Iran to date has refused to hold direct talks with the U.S., and the United States, because it has not yet formally rejoined the JCPOA, is no longer a member of the Joint Commission, the body that officially convened the Vienna talks this week. So the U.S. delegation, led by Iran envoy Rob Malley, is working out of Vienna’s Imperial Hotel. While the Iranian delegation, led by Araghchi, is staying at Vienna’s Intercontinental Hotel. And the Joint Commission is convening at Vienna’s Grand Hotel.
The US diplomat stressed last week that direct talks with the Iranians would make the process more efficient and less prone to misunderstanding.
“It would be infinitely easier if we could sit down at the same table,” the US official said.
There is some sense of urgency to see if a mutual return to the deal can be reached sooner than later because Iran holds presidential elections in June in which Iran’s second term president Hassan Rouhani cannot run again. World powers would like to lock Iran into the deal’s limits before it loses the Iranian negotiating team that negotiated the accord, and they could likely face a lengthy political transition period in which Iran’s nuclear program continues to expand.
“Once their presidential campaign begins,…it could be many months in which it would be very difficult to have any progress,” the U.S. official told me.
“We could go at a good pace,” he said. “It could go faster if we sit down with them, and have significantly more effective discussions.”
Chief US negotiator Malley, in addition to his consultations with the Europeans, Chinese and Russians, held bilateral meetings this week with the International Atomic Energy Agency director general Rafael Grossi and with the Austrian Foreign Minister. He is likely to return to Washington this weekend before resuming discussions in Vienna next week, Price said.
Price, at the briefings this week, seemed to take pains to describe the discussions in Vienna as “technical” and not strategic.

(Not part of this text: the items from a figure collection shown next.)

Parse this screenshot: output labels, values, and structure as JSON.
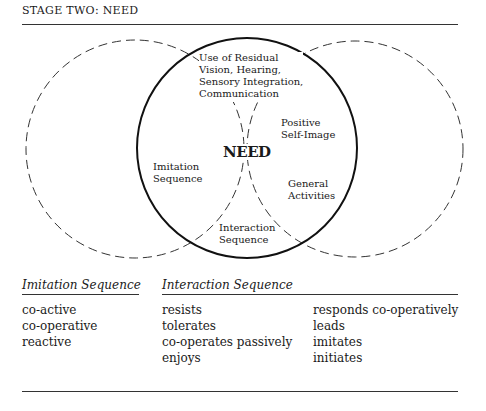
{
  "title": "STAGE TWO: NEED",
  "diagram": {
    "center_label": "NEED",
    "circles": [
      {
        "name": "imitation",
        "cx": 135,
        "cy": 149,
        "r": 109,
        "style": "dashed"
      },
      {
        "name": "need",
        "cx": 247,
        "cy": 148,
        "r": 110,
        "style": "solid"
      },
      {
        "name": "interaction",
        "cx": 355,
        "cy": 149,
        "r": 108,
        "style": "dashed"
      }
    ],
    "labels": {
      "top": [
        "Use of Residual",
        "Vision, Hearing,",
        "Sensory Integration,",
        "Communication"
      ],
      "positive": [
        "Positive",
        "Self-Image"
      ],
      "imitation": [
        "Imitation",
        "Sequence"
      ],
      "general": [
        "General",
        "Activities"
      ],
      "interaction": [
        "Interaction",
        "Sequence"
      ]
    }
  },
  "imitation_sequence": {
    "heading": "Imitation Sequence",
    "items": [
      "co-active",
      "co-operative",
      "reactive"
    ]
  },
  "interaction_sequence": {
    "heading": "Interaction Sequence",
    "column1": [
      "resists",
      "tolerates",
      "co-operates passively",
      "enjoys"
    ],
    "column2": [
      "responds co-operatively",
      "leads",
      "imitates",
      "initiates"
    ]
  }
}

Since the Iranians reject the idea of “negotiating” with Washington, at this stage, this language seemed deliberately chosen to try to see if the Iranians might agree to direct “technical talks” with the United States.
“These talks are indirect, and as a result, the mechanics of them can be cumbersome,” Price said yesterday. “It will be hard because these are very technical and complex issues. Again, these are not strategic talks, …because the strategy…is clear. It is what we have termed compliance for compliance. These talks, ongoing in Vienna, are about how we might get there.”
Such a diplomatic rhetorical maneuver will also likely be required to work out not just the sequencing of a return for return deal, but also the language of how the sequencing is described.
“There seems to be an understanding now by both the Biden administration and the Iranians that neither side is going to go first,” Suzanne DiMaggio, Senior Fellow at the Carnegie Endowment for International Peace and Board Chair of the Quincy Institute for Responsible Statecraft, told journalists on an experts call on Monday. “It may seem like semantics,…but I think what we have is at least the germ of a process whereby both sides can say, we’re moving simultaneously. Both sides can save a little face and put together the roadmap going forward.”